The entirety of the list appears in the April/May 2018 edition of CFO magazine. We are revealing the first 10 companies on CFO.com, one per day. Our first four tech companies to watch were Pymetrics, Prattle, Tipalti, and UiPath. Today, we cover threat management company Exabeam. Other companies in the 2018 list appear at the end of this story.
Exabeam
THREAT SPOTTER
Organizations are looking for any advantages they can find to better defend themselves against increasingly sophisticated cyber criminals and other security threats. One avenue that’s become essential to good security is leveraging data and the latest analytical tools to detect and thwart attacks before they do damage. Five-year-old Exabeam is one of a number of companies aiming to help customers do just that. The company offers security intelligence and management products that support threat detection and security incident response.
The Exabeam Security Intelligence Platform combines a data lake for unlimited data collection, machine learning for advanced analytics, and automated response “playbooks” for handling the many kinds of security incidents that enterprises experience. The market Exabeam plays in is called security information and event management (SIEM), and Nir Polak, Exabeam CEO, considers the other products in the market to be “broken.”
“They charge by the volume of data being stored, effectively penalizing customers who are trying to be more secure,” says Polak. “They are notoriously inaccurate, creating literally hundreds of false alarms every day. That wastes the time of valuable [IT] employees. And they only find problems; they don’t automate.”
Exabeam charges a flat rate based on company size, not data volume. It contends that applying machine learning — the same technology that has enabled advances in autonomous driving — to cybersecurity provides more accurate information for busy security analysts.
Given the massive volume of events that are logged at companies because users access corporate networks multiple times a day from several devices, humans can’t keep up, Polak says. “We need machine intelligence to lend a helping hand,” he contends. And with the shortage of security talent, anything that enables organizations to automate and repeat standardized processes can help, he says.
Apparently, the security marketplace agrees with Exabeam’s approach. The company concluded a record year in 2017, with billings growing 250% over 2016.

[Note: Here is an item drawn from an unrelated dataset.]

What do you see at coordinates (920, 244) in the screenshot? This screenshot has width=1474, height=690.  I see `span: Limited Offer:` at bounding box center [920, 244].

The company debuted in the 2017 Gartner SIEM Magic Quadrant as a “visionary” vendor. One of Exabeam’s strengths, Gartner said, is that its architecture is “big-data oriented” and it supports a variety of deployment options (including on-premises, infrastructure-as-a-service, and hybrid).
That’s not to say there aren’t challenges lying in Exabeam’s path.

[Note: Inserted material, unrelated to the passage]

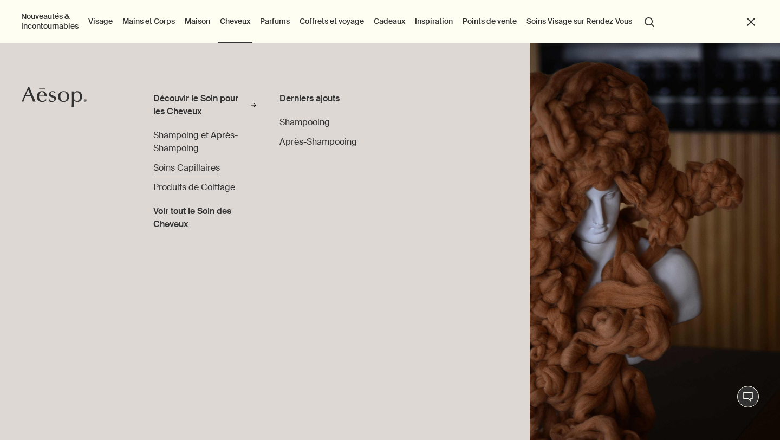 This screenshot has width=780, height=440. I want to click on span: Produits de Coiffage, so click(194, 187).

For example, IBM, Hewlett-Packard Enterprise, Intel Security, and Splunk are all competitors, and that’s not even a complete list. “We are taking on a big market, with established players, so we have to execute,” Polak says. “We also need to hire a lot of good people, and the hiring market is tight right now. But usually, when people hear about our growth and tech, their eyes light up.”
Exabeam was built by seasoned security and enterprise IT veterans from companies such as Imperva, ArcSight, and Sumo Logic. Their collective industry knowledge has created a company culture of continuous innovation and collaboration, Polak claims. “We are also a very transparent culture,” he says. “Every day we have hard, honest discussions to help us fix problems and move ahead faster.”
With cyber criminals adapting quickly to enterprise defenses, moving swiftly will be important. Up next for Exabeam: “tightening integrations within the platform, enhancing the user experience, and increasing emphasis on the cloud,” Polak says.